As a therapist trained in Radically Open Dialectical Behavior Therapy (RO DBT) and traditional Dialectical Behavior Therapy (DBT), the most common question I receive from prospective clients is, “What’s the difference between RO DBT and DBT?”


In short, traditional DBT helps stop dramatic, erratic, or out-of-control behaviors through skills primarily focused on emotion regulation (i.e. learning to change an emotion when it’s too intense or doesn’t fit the facts of the situation). This means the individual needs help controlling their reactions in public and in private, as they tend to be expressing themselves to everyone all the time.


RO DBT is nearly the opposite. RO DBT teaches people to learn to relax their bodies and turn off “threat system” physiology, in order to express one’s self better, through communication and facial and body signaling.
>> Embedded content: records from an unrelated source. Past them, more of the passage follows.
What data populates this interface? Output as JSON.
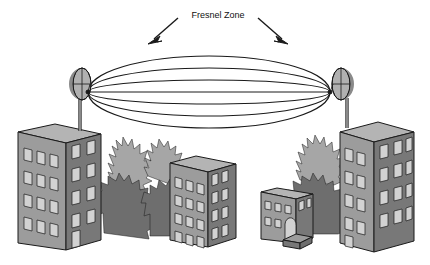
{
  "diagram": {
    "title": "Fresnel Zone",
    "label": {
      "text": "Fresnel Zone",
      "x": 218,
      "y": 15
    },
    "pointers": [
      {
        "name": "left-pointer",
        "from_x": 178,
        "from_y": 18,
        "to_x": 150,
        "to_y": 43
      },
      {
        "name": "right-pointer",
        "from_x": 258,
        "from_y": 18,
        "to_x": 286,
        "to_y": 43
      }
    ],
    "fresnel_zone": {
      "center_x": 209,
      "center_y": 92,
      "focus_left_x": 88,
      "focus_right_x": 330,
      "ellipses": [
        {
          "name": "outer-ellipse",
          "rx": 121,
          "ry": 36
        },
        {
          "name": "middle-ellipse",
          "rx": 121,
          "ry": 24
        },
        {
          "name": "inner-ellipse",
          "rx": 121,
          "ry": 12
        }
      ],
      "line_of_sight": {
        "name": "line-of-sight",
        "x1": 88,
        "y1": 92,
        "x2": 330,
        "y2": 92
      }
    },
    "antennas": [
      {
        "name": "left-dish-antenna",
        "side": "left",
        "dish_cx": 82,
        "dish_cy": 84,
        "dish_rx": 9,
        "dish_ry": 16,
        "mast_x": 80,
        "mast_top": 100,
        "mast_bottom": 130
      },
      {
        "name": "right-dish-antenna",
        "side": "right",
        "dish_cx": 344,
        "dish_cy": 84,
        "dish_rx": 9,
        "dish_ry": 16,
        "mast_x": 346,
        "mast_top": 100,
        "mast_bottom": 126
      }
    ],
    "buildings": [
      {
        "name": "left-tall-building",
        "rows": 4,
        "front_cols": 3,
        "side_cols": 2
      },
      {
        "name": "center-building",
        "rows": 4,
        "front_cols": 3,
        "side_cols": 3
      },
      {
        "name": "small-arched-building",
        "rows": 2,
        "front_cols": 3,
        "side_cols": 3,
        "has_arched_door": true,
        "has_steps": true
      },
      {
        "name": "right-tall-building",
        "rows": 4,
        "front_cols": 3,
        "side_cols": 2
      }
    ],
    "foliage": {
      "name": "tree-foliage",
      "count": 6,
      "description": "stylized dark and light gray trees behind the buildings"
    },
    "colors": {
      "background": "#ffffff",
      "outline": "#1a1a1a",
      "building_front": "#9c9c9c",
      "building_side": "#787878",
      "building_roof": "#b4b4b4",
      "window_fill": "#d2d2d2",
      "tree_dark": "#6e6e6e",
      "tree_light": "#a6a6a6",
      "dish_light": "#b0b0b0",
      "dish_dark": "#8a8a8a",
      "label_text": "#111111"
    }
  }
}
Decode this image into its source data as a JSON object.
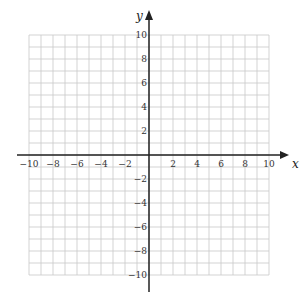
{
  "chart_data": {
    "type": "scatter",
    "title": "",
    "xlabel": "x",
    "ylabel": "y",
    "xlim": [
      -10,
      10
    ],
    "ylim": [
      -10,
      10
    ],
    "grid": true,
    "grid_step": 1,
    "x_ticks": [
      -10,
      -8,
      -6,
      -4,
      -2,
      2,
      4,
      6,
      8,
      10
    ],
    "y_ticks": [
      10,
      8,
      6,
      4,
      2,
      -2,
      -4,
      -6,
      -8,
      -10
    ],
    "x_tick_labels": [
      "−10",
      "−8",
      "−6",
      "−4",
      "−2",
      "2",
      "4",
      "6",
      "8",
      "10"
    ],
    "y_tick_labels": [
      "10",
      "8",
      "6",
      "4",
      "2",
      "−2",
      "−4",
      "−6",
      "−8",
      "−10"
    ],
    "series": [],
    "legend": null
  },
  "colors": {
    "grid": "#c8c8c8",
    "axis": "#222222",
    "background": "#ffffff"
  },
  "layout": {
    "origin_px": [
      149,
      155
    ],
    "unit_px": 12,
    "grid_left_px": 29,
    "grid_top_px": 35
  }
}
RO DBT is not about regulating emotions, rather it’s about learning to use them to help express oneself according to one’s value goals. The individual the may been feeling a lot on the inside, but isn't necessarily showing it on the outside. Rarely if ever would they show big reactions in public.


Biologically there is a spectrum of control. Everyone falls into one side of the bell curve of control or the other (see Figure 1). The first side is undercontrolled (UC) and the second side is overcontrolled (OC). Most people land in the flexible or optimal control range which is in the middle of the bell curve. This means in any given situation optimal behavioral control expression can lean a bit UC or OC. At a party, UC disinhibited behavior fits the situation, but you wouldn’t want to be wildly disinhibited in your behavioral expression while getting a speeding ticket. On each end of the spectrum is where chronic mental health disorders appear.




Control Spectrum Bell Curve (Lynch, 2018)


DBT is a treatment for undercontrolled disorders like Borderline Personality Disorder, substance abuse, and binge eating. RO DBT treats overcontrolled disorders like chronic depression, chronic anxiety, autism spectrum disorders, anorexia and personality disorders like (Avoidant, Paranoid, and Obsessive Compulsive).


Impulse control is biological and you can see one’s tendency to lean OC or UC in children as young as four years old. For example, check out the Marshmallow Experiment to understand how we can see one’s control tendency at young ages. One’s natural ability to inhibit an impulse leads one to fall into the UC or OC categories.


Once you figure out which control tendency you lean towards, you can then decide which treatment is right for you. Both RO DBT and DBT are wonderful therapies and have been proven effective for the above-mentioned treatment disorders respectively.


If RO DBT is new to you, check out the treatment developer’s website at www.radicallyopen.net for more information.


Hope Arnold is a RO DBT Therapist, Trainer, and Supervisor in Denver, CO.